GSA Annual Meeting in Denver, Colorado, USA - 2016

Paper No. 162-41
Presentation Time: 9:00 AM-6:30 PM

ARCHITECTURE OF A MID-CRETACEOUS PATCH REEF: HIGH RESOLUTION MAPPING PROVIDES NEW INSIGHT INTO FACIES STRUCTURES AND ECOLOGICAL RELATIONSHIPS AT PAUL SPUR (BISBEE, ARIZONA)


HATTORI, Kelly E.1, MARTINDALE, Rowan1 and KERANS, Charles2, (1)Jackson School of Geosciences, University of Texas at Austin, 1 University Station C1100, Austin, TX 78712, (2)Geosciences, Jackson School, University of Texas at Austin, Dept of Geological Sciences, The University of TX at Austin, Austin, TX 78712, kelly_hattori@utexas.edu

At the beginning of the Cretaceous Period, corals dominated reef ecosystems as primary framework builders. As time progressed, a new group of heterodontid bivalves called rudists appeared and rose to prominence in the reef-building role. The rise of rudists as dominant reef-building organisms at the expense of corals has been attributed to either competition or environmental adaptation. The present study analyzes reef structure at Paul Spur, an exposure of Aptian-Albian Mural Limestone southeast of Bisbee, Arizona, in order to better understand rudist-coral relationships.

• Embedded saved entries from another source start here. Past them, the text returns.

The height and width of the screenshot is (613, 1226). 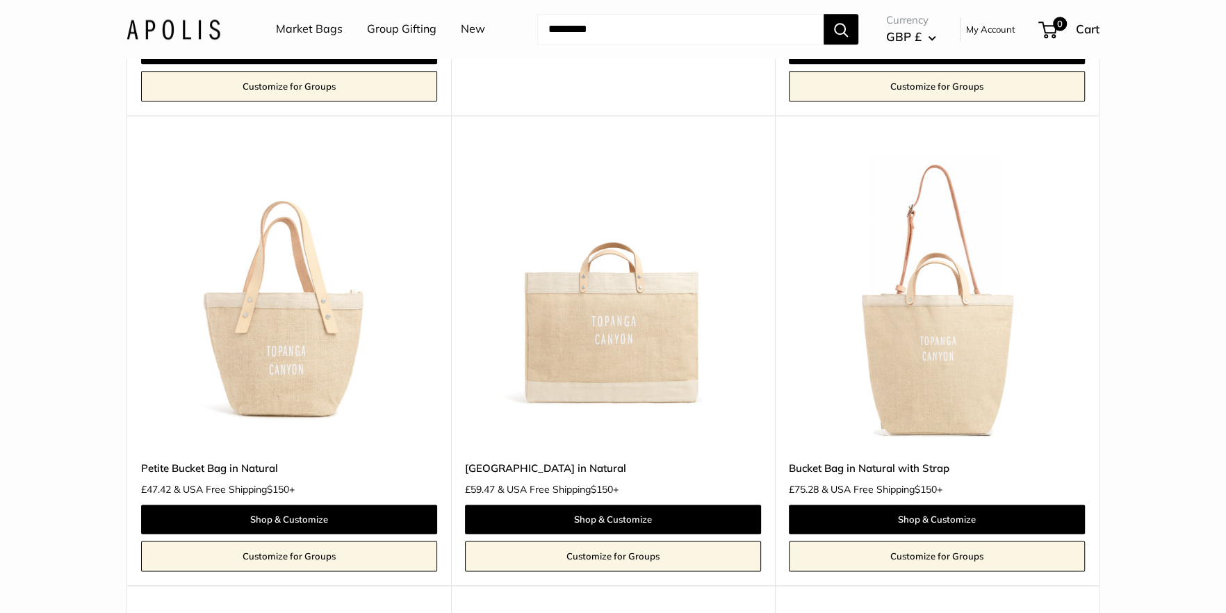 What do you see at coordinates (289, 298) in the screenshot?
I see `img: Petite Bucket Bag in Natural` at bounding box center [289, 298].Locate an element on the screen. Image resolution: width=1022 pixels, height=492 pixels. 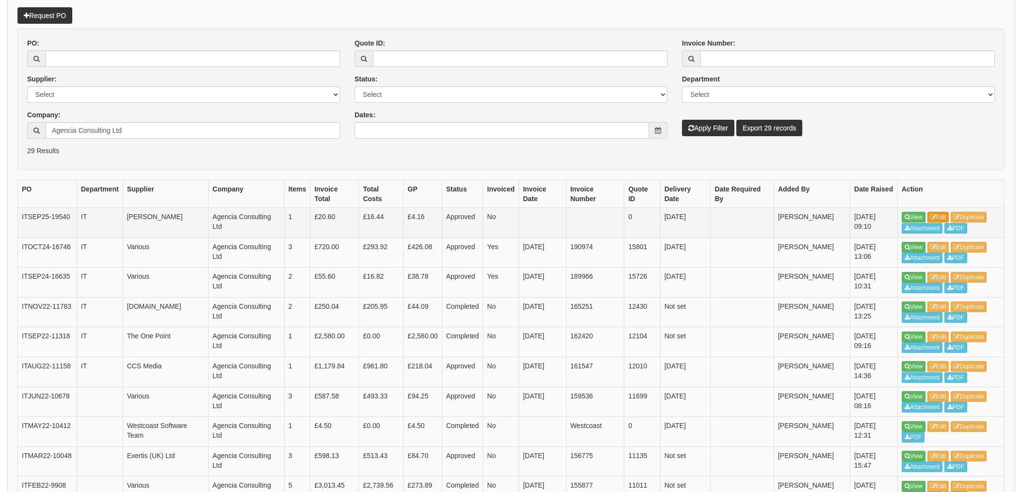
td: £84.70 is located at coordinates (423, 462).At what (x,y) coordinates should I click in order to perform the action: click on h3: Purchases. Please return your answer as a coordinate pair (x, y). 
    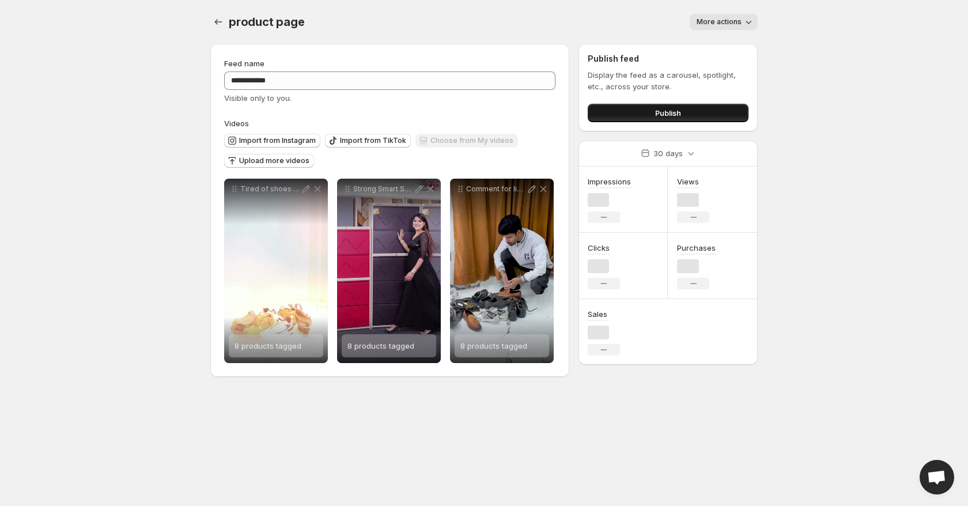
    Looking at the image, I should click on (696, 248).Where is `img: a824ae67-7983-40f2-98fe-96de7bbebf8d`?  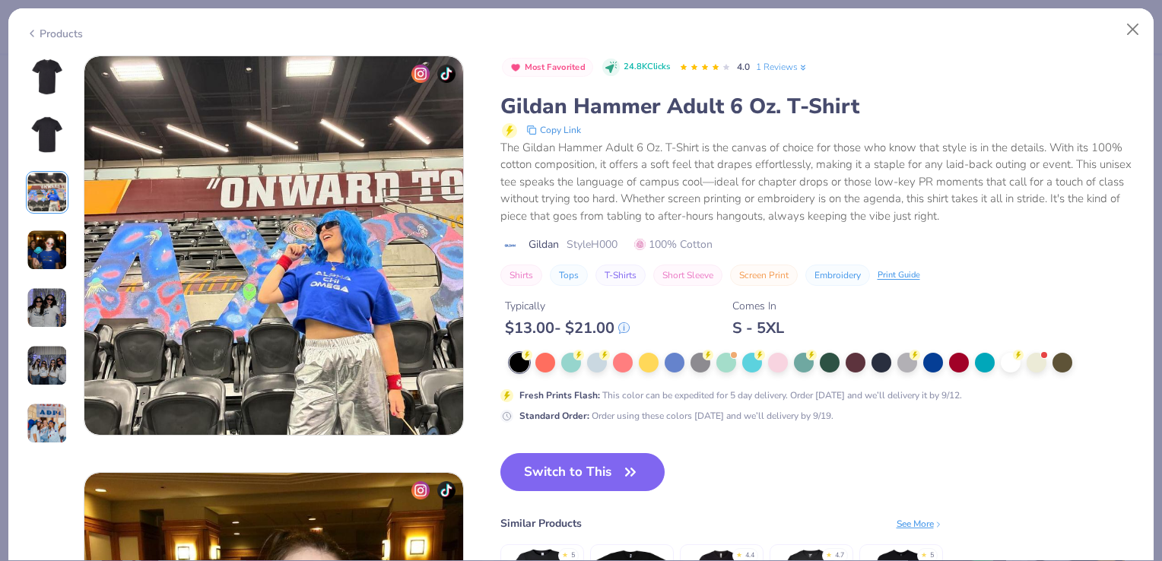 img: a824ae67-7983-40f2-98fe-96de7bbebf8d is located at coordinates (274, 246).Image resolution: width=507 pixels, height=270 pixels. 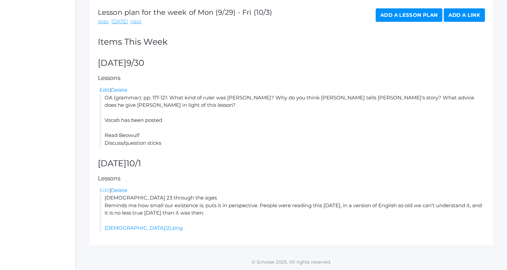 I want to click on h1: Lesson plan for the week of Mon (9/29) - Fri (10/3), so click(x=185, y=12).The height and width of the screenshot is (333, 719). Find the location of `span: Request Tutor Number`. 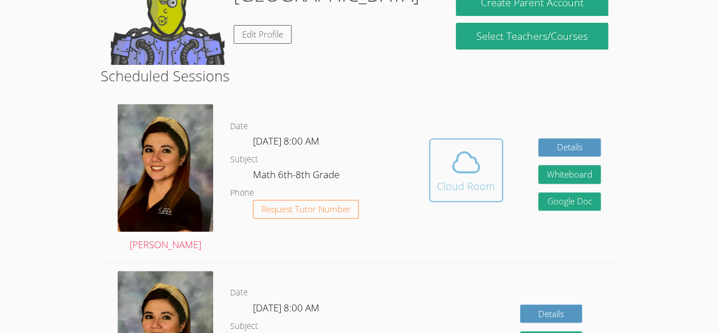

span: Request Tutor Number is located at coordinates (306, 209).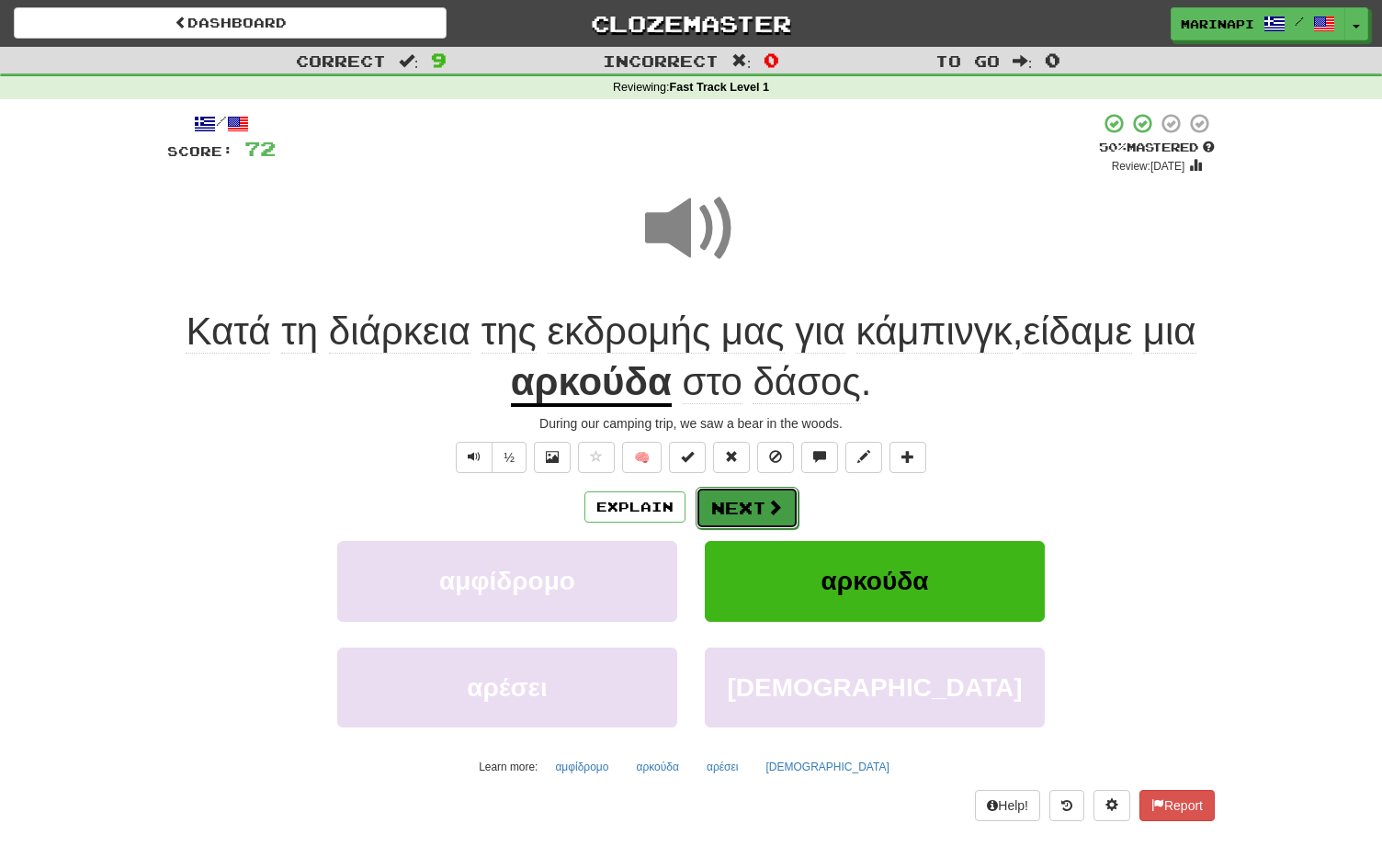 The height and width of the screenshot is (868, 1382). I want to click on div: Mastered, so click(1157, 148). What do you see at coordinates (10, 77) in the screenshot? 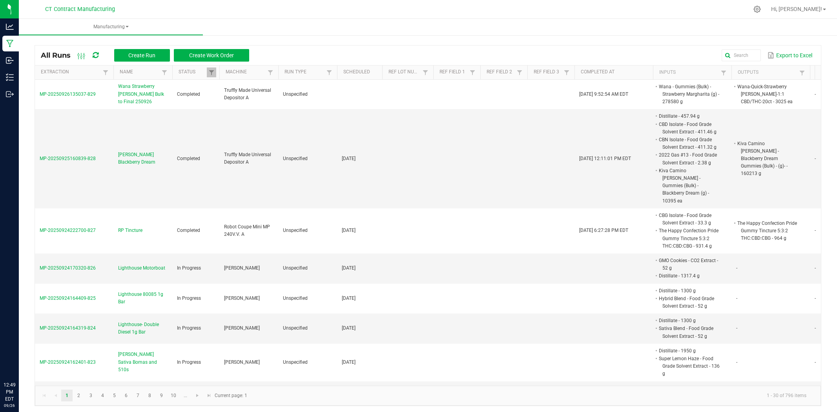
I see `inline-svg: Inventory` at bounding box center [10, 77].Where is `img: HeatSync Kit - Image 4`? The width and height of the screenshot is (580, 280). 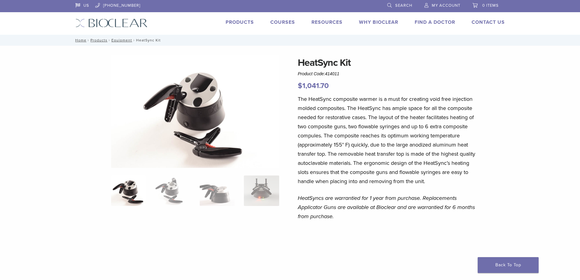 img: HeatSync Kit - Image 4 is located at coordinates (261, 191).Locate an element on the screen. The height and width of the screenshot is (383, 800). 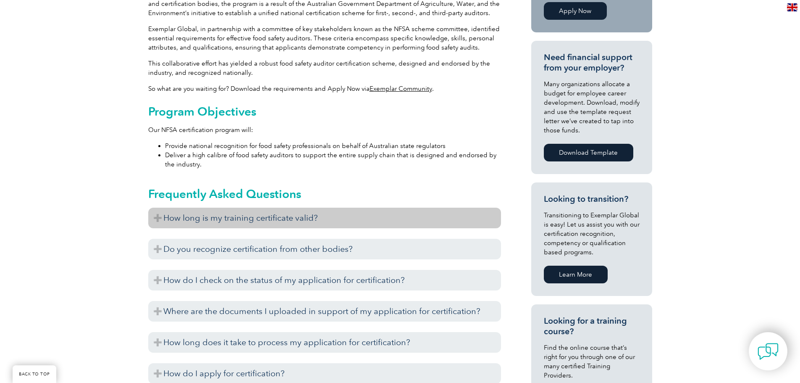
h3: Looking for a training course? is located at coordinates (592, 326).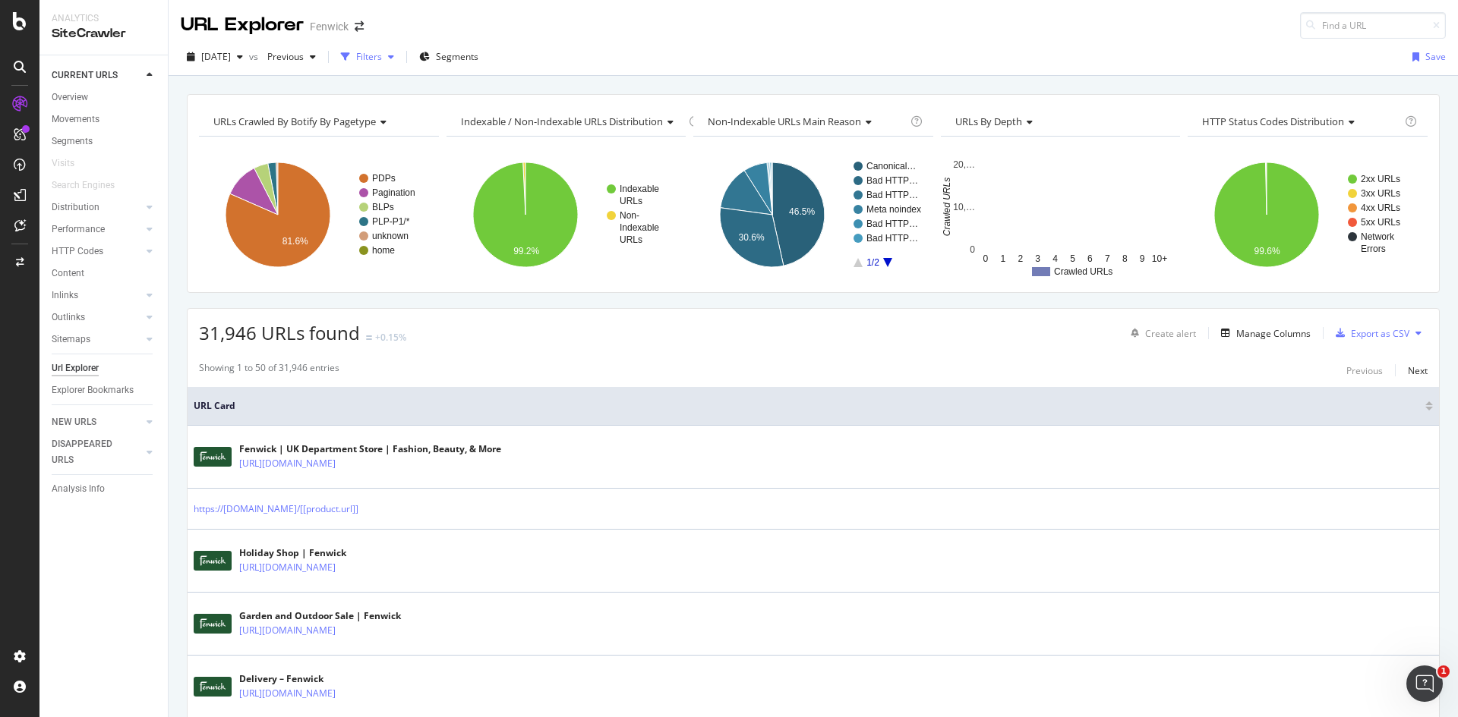  What do you see at coordinates (449, 57) in the screenshot?
I see `button: Segments` at bounding box center [449, 57].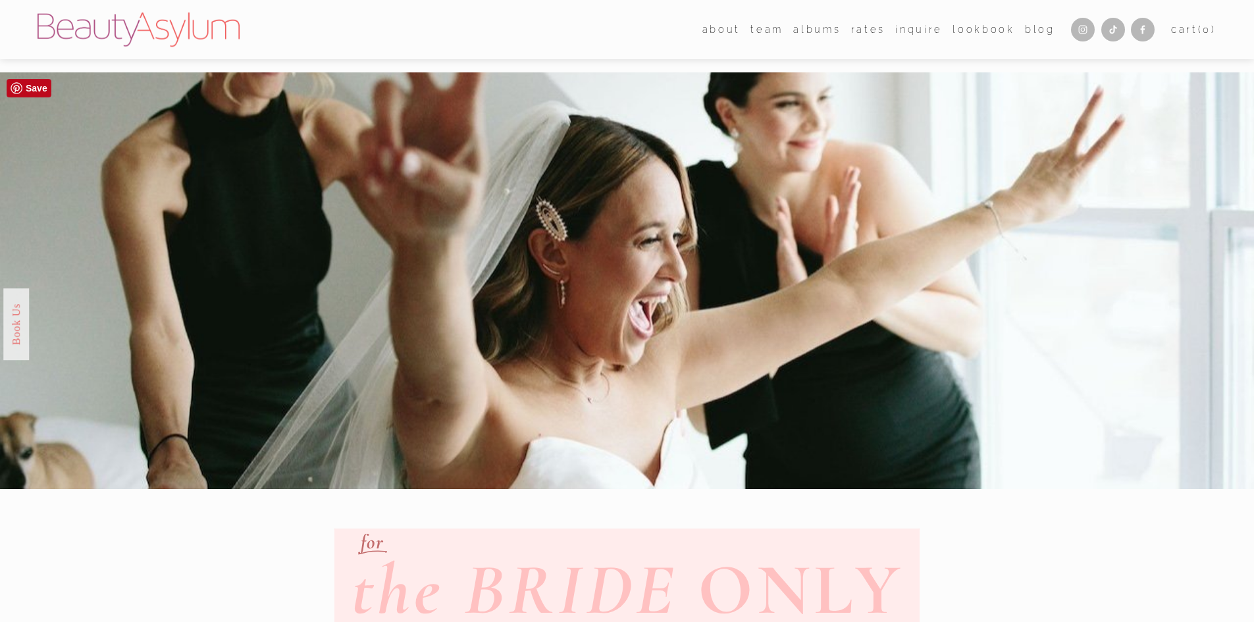 The width and height of the screenshot is (1254, 622). Describe the element at coordinates (868, 29) in the screenshot. I see `a: Rates` at that location.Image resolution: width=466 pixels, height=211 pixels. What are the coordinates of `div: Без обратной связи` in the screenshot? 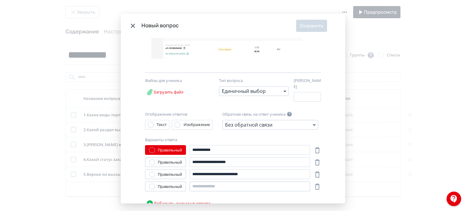 It's located at (249, 125).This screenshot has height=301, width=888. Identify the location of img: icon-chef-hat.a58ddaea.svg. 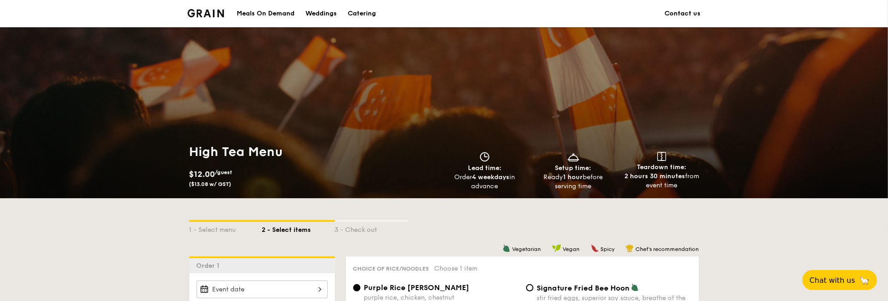
(630, 248).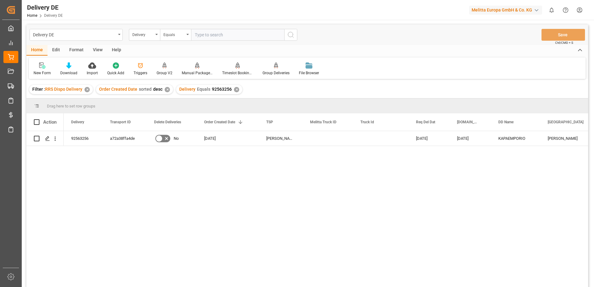 The image size is (594, 287). I want to click on a: Home, so click(32, 16).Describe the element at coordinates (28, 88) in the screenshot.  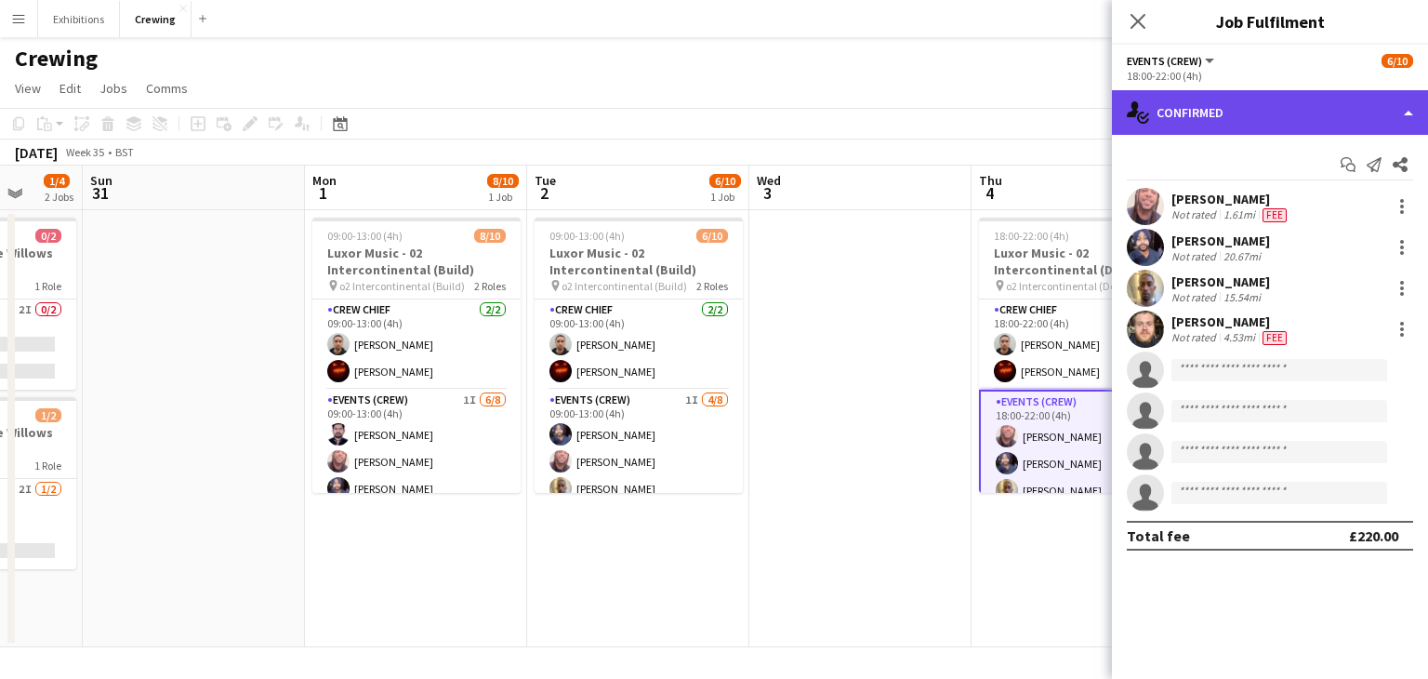
I see `span: View` at that location.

Paul Spur preserves an open marine shelf interior patch reef that provides exceptional three-dimensional exposures of coral-algal-rudist reef buildups, which are ideal for assessments of spatial and temporal ecological variability. Differential GPS mapping at sub-meter spacing and point clouds constructed from unmanned aerial vehicle (UAV) photogrammetric imaging allowed comprehensive mapping of the facies structure of the exposed top of the patch reef over a 0.15 km2 area. Previous work at Paul Spur hypothesized that rudists occupied a different niche than corals, occurring in reef climax and back reef communities while corals occupied pioneer and framework communities. More recent work has shown that the exposure more likely reflects the evolution of a reef through time with increasing abundance of rudists. Our analysis of lateral facies distribution on the top of the reef exposure agrees with the latter work; however, it is important to note that the reef biotic composition is not uniformly continuous laterally. Our data suggest that rudists and corals cohabited more than previously thought, and that rudist colonization was not sudden and invasive. Solitary upright conical rudists commonly occur in facies dominated by platy corals and algal buildups. Furthermore, rudists were only observed monopolizing the ecosystem in small localized mounds. Rudist-coral competition was therefore not likely the cause of rudist domination in Cretaceous reef communities; adaptations for fluctuating environments were more likely what allowed rudists to flourish.